12  Find Sequence Variants

snippy is a sequence variant finding pipeline, designed for haploid genomes such as prokaryotes and viruses.

As with most kinds of bioinformatics data, there is a data format designed specifically to capture the important elements of the data, and snippy outputs its results in this format.

Good practice

When reporting how you identified variants for your manuscript or dissertation, you should always state:

  1. The software tool you used, with its version number and a citation of the paper describing it (if available; provide a URL to the software if there is no paper)
  2. The parameters used when running the tool (if default parameters were used, state this)

12.1 Using snippy

  1. Navigate to the snippy tool
  2. Select snippy
  3. Select Use a genome from history and build index from Will you select a reference genome…
  4. Choose the SARS_AY278741.gbk file in Use the following dataset as the reference sequence
  5. Select Paired under Single or Paired-end reads
  6. Choose the cleaned post-trimmomatic (R1 paired) data for the forward reads
  7. Choose the cleaned post-trimmomatic (R2 paired) data for the reverse reads
  8. Click Run Tool
Video: Identifying sequence variants using snippy
Caution

snippy can take a few minutes to run to completion.

12.2 snippy Output

snippy provides output in .vcf format, which is designed to be processed by bioinformatics software and is not the most understandable form for humans. To see the snippy output in a more human-readable form, click on the eye icon for the snps table output (Figure 12.1).

Figure 12.1: The snippy snps table output. Key columns in the output are: column 2, indicating the position of the variant; column 3, indicating the variant type; column 7, indicating the feature affected by the variant; and column 11, summarising the effect of the variation
Video: Inspecting snippy output
Questions
  1. Can you find these SNPs manually using JBrowse?
  2. Are any SNPs different or inconsistent between the JBrowse and snippy outputs?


* [Problem]:
Please set down the records below exactly as they appear.

Spatial localization data:

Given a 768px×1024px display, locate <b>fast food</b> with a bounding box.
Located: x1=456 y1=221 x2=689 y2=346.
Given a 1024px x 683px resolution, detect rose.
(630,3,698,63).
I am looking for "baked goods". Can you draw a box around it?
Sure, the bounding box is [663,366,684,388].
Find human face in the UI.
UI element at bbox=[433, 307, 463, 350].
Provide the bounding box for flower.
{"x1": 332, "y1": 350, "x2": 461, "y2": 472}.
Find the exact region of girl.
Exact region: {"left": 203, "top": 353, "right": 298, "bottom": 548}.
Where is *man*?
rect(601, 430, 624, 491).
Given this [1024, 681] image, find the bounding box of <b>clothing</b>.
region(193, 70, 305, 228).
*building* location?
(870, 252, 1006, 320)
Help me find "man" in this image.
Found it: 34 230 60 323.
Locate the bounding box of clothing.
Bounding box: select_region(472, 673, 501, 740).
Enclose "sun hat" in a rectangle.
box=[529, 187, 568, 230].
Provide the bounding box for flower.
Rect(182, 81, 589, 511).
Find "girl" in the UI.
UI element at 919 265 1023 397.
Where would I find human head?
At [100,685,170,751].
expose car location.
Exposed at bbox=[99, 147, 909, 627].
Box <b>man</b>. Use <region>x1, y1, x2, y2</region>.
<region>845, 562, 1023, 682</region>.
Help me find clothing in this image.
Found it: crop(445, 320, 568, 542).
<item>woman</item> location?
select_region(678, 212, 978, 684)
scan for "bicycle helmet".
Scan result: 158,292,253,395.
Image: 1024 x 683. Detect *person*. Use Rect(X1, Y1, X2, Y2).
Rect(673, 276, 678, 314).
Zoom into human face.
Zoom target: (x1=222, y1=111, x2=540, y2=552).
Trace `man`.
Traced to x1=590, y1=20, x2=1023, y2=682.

* [Written response]:
Given a 768px×1024px display, locate <b>fast food</b> with a bounding box.
Located: x1=456 y1=221 x2=689 y2=346.
Given a 1024px x 683px resolution, detect rose.
(630,3,698,63).
I am looking for "baked goods". Can you draw a box around it?
Sure, the bounding box is [663,366,684,388].
Find human face in the UI.
UI element at bbox=[433, 307, 463, 350].
Provide the bounding box for flower.
{"x1": 332, "y1": 350, "x2": 461, "y2": 472}.
Find the exact region of girl.
Exact region: {"left": 203, "top": 353, "right": 298, "bottom": 548}.
Where is *man*?
rect(601, 430, 624, 491).
Given this [1024, 681] image, find the bounding box of <b>clothing</b>.
region(193, 70, 305, 228).
*building* location?
(870, 252, 1006, 320)
Help me find "man" in this image.
Found it: 34 230 60 323.
Locate the bounding box of clothing.
Bounding box: select_region(472, 673, 501, 740).
Enclose "sun hat" in a rectangle.
box=[529, 187, 568, 230].
Provide the bounding box for flower.
Rect(182, 81, 589, 511).
Find "girl" in the UI.
UI element at 919 265 1023 397.
Where would I find human head?
At [100,685,170,751].
expose car location.
Exposed at bbox=[99, 147, 909, 627].
Box <b>man</b>. Use <region>x1, y1, x2, y2</region>.
<region>845, 562, 1023, 682</region>.
Help me find clothing in this image.
Found it: crop(445, 320, 568, 542).
<item>woman</item> location?
select_region(678, 212, 978, 684)
scan for "bicycle helmet".
Scan result: 158,292,253,395.
Image: 1024 x 683. Detect *person*. Use Rect(X1, Y1, X2, Y2).
Rect(673, 276, 678, 314).
Zoom into human face.
Zoom target: (x1=222, y1=111, x2=540, y2=552).
Trace `man`.
Traced to x1=590, y1=20, x2=1023, y2=682.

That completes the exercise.